The Pretty Reckless, For I Am Death Review

Rock

by Semus Fitzpatrick

The Pretty Reckless return after four years with “For I Am Death,” a three-and-a-half-minute adventure in modern hard-rock architecture. It’s a track that understands pacing, texture, and voltage. This song reminds us how much power exists between great songwriting and commanding singing.

A dry, biting guitar riff opens the piece, its midrange crunch left un-sweetened by ambience, an aesthetic choice that instantly feels deliberate and pulls you into the soundstage. When the band enters tutti, the sonic field expands laterally rather than vertically: bass locks in unison with the riff, drums slam on the downbeat, and the compression envelope keeps the transients sharp. The effect is cinematic momentum without excess density.

The form twists through sectional pivots with developing verse, pre-chorus, chorus, each shaped by rhythmic punctuation and controlled dynamic surges. Those ensemble stops and hits are not ornamental; they act as hinges, granting the arrangement both impact and air.

Taylor Momsen delivers a commanding performance that justifies her status as one of hard-rock’s most technically aware vocalists. Her entry answers the guitar riff like a second guitar line, focused, slightly overdriven, aligned with the bass and drums. She deploys bite and growl on the second pass, leaning into controlled rasp that sits squarely on pitch, not over it.

The chorus reveals her dynamic architecture as she climbs into her upper register without sacrificing body, supported by a mix that tucks the low mids slightly to let those overtone harmonics bloom. In the bridge, the key shift introduces contrast to a darker tonality, lower tessitura. Momsen’s chest resonance reasserts itself before she leaps into a clean falsetto burst. It’s a demonstration of register balance that makes her an outstanding rock vocalist.

Guitarist Ben Phillips builds the song around a modular riff with each return varied by voicing or harmonic add-on. The rhythm section’s fell is key as Mark Damon’s bass mirrors the guitar early, then separates subtly during the call and response, adding a sub-low bloom that thickens the stereo image. Jamie Perkins’ drumming maintains forward push through accent shifts rather than sheer volume with a well-placed snare and bass drum work steering tension across choruses.

The bridge’s acoustic-guitar layer is an inspired contrast, allowing a brief clearing that re-contextualizes the distortion when it returns. Mixing (credited to Jonathan Wyman) favors transient precision over loudness war fatigue; there’s punch, but also breath. The final chorus re-introduces the full ensemble with widened guitars, expanded reverb tail, and Momsen’s voice riding atop with unrestrained force.

“For I Am Death” signals a band unafraid of thematic or sonic extremity with production fullness to match. It ties their post-grunge lineage to contemporary fidelity with distortion sculpted, dynamics intentional, and the high energy vocal persona intact. A precise, high-voltage statement that re-establishes The Pretty Reckless as a benchmark for performance-driven hard rock in 2025. That’s the short of it!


== Exercise details ==
Your response should contain exactly the lines running from the one with "Find the location of a" to the end of the data below, both included, and no pictures.
─── Data shown
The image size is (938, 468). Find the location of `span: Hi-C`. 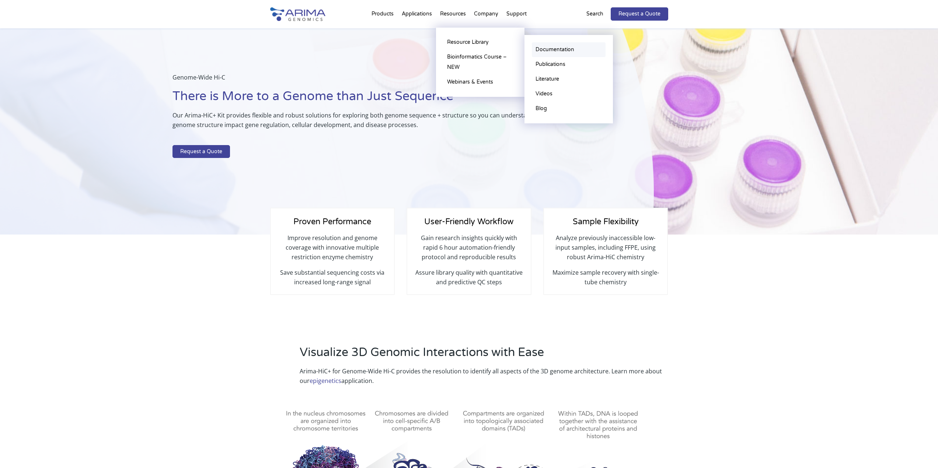

span: Hi-C is located at coordinates (13, 106).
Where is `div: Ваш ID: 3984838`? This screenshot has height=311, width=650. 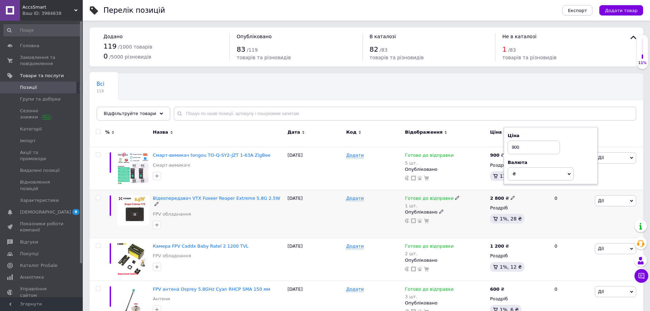 div: Ваш ID: 3984838 is located at coordinates (52, 13).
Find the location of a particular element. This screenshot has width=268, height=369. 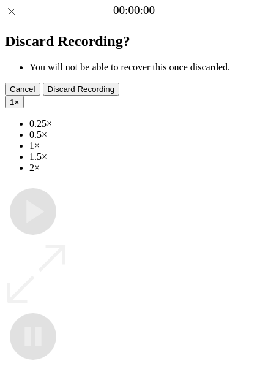

li: You will not be able to recover this once discarded. is located at coordinates (146, 67).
──────
== Output of the exercise ==
Find the location of a particular element. This screenshot has width=268, height=369. 

li: You will not be able to recover this once discarded. is located at coordinates (146, 67).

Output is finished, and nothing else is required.